Anectdotal Evidence

3 12 2008

Winter makes me think more, so it seems. Or perhaps the fact that I have lost my iPod charger means that I have no choice but to get lost in my thoughts when I’m waiting for a bus, or sitting on that bus when it eventually arrives, and the habit remains even when I get home.

I was reading a comment on some news article, I think, about someone who had changed their appearance and then achieved success, when I started thinking about an event which happened four years or so ago, and which seems to have shaped, to some degree, who I now am. I opened TextEdit and started to write the following;

I remember the day I started identifying as a feminist. I think it was year eleven, and although I can’t remember the context (I think it was some work/ business workshop), we had a seminar with a woman. I think she was some kind of make up seller, or perhaps just a business woman; and the seminar was about how to present yourself. We all sat down in a classroom in the sixth form block, and she started to tell us how we needed to use what we had to take advantage of the situation. I imagine it was a Friday, I imagine I was tired and looking forward to going out that night with my friends, letting her wash over me.

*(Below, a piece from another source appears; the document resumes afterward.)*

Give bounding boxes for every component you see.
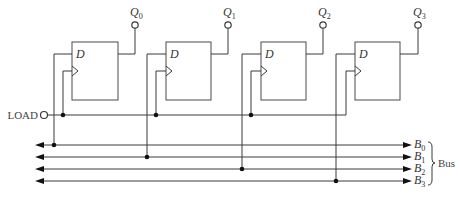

Saying that we had to use what we had, as women, we had to use our looks. What had begun as a ‘wear smart clothes, looking presentable is important, you need to come over well’, had become the fact that women could only get ahead in business by looking good. Not only get ahead of men, but get ahead of women. I woke up from my Friday daze, thinking ‘this is not right’. She carried on, twittering away about how looking good in the workplace is important. At this stage, someone, it may have been me but it may not have been, asked about interviews.

I wouldn’t hire anyone who didn’t wear make-up”, and she giggled. Anger rose in my throat. Was I not to be valued on my skills, my wit, my merit as a person, not as a decorative object? According to her, skills can only get you so far. A good CV will barely get you into the office, apparently. I don’t know if I argued back or not, but watched her show us how to apply blusher and lip-gloss, thinking to myself, ‘this is not how it should be’. I remember going home and raging about it to mother, who agreed.

Whether the world is a superficial place or not, I didn’t want to be part of that, and I still don’t. I don’t want to be judged by how pretty I am. Now, I enjoy looking nice, I wear make-up, I buy expensive clothes; but not to make myself attractive to men, nor to make myself attractive to get ahead in life. From that point on, I did a bit of research, started becoming more aware of what was going on in the world. And I thought about this seminar and what it said to me and the other girls in the classroom. Women are worth more than how they looked, and shouldn’t need to wear foundation or a short skirt to compete with men for a position in the workplace.

I guess the make-up lady didn’t achieve her aims that day, but she did inspire me to become part of something bigger and better.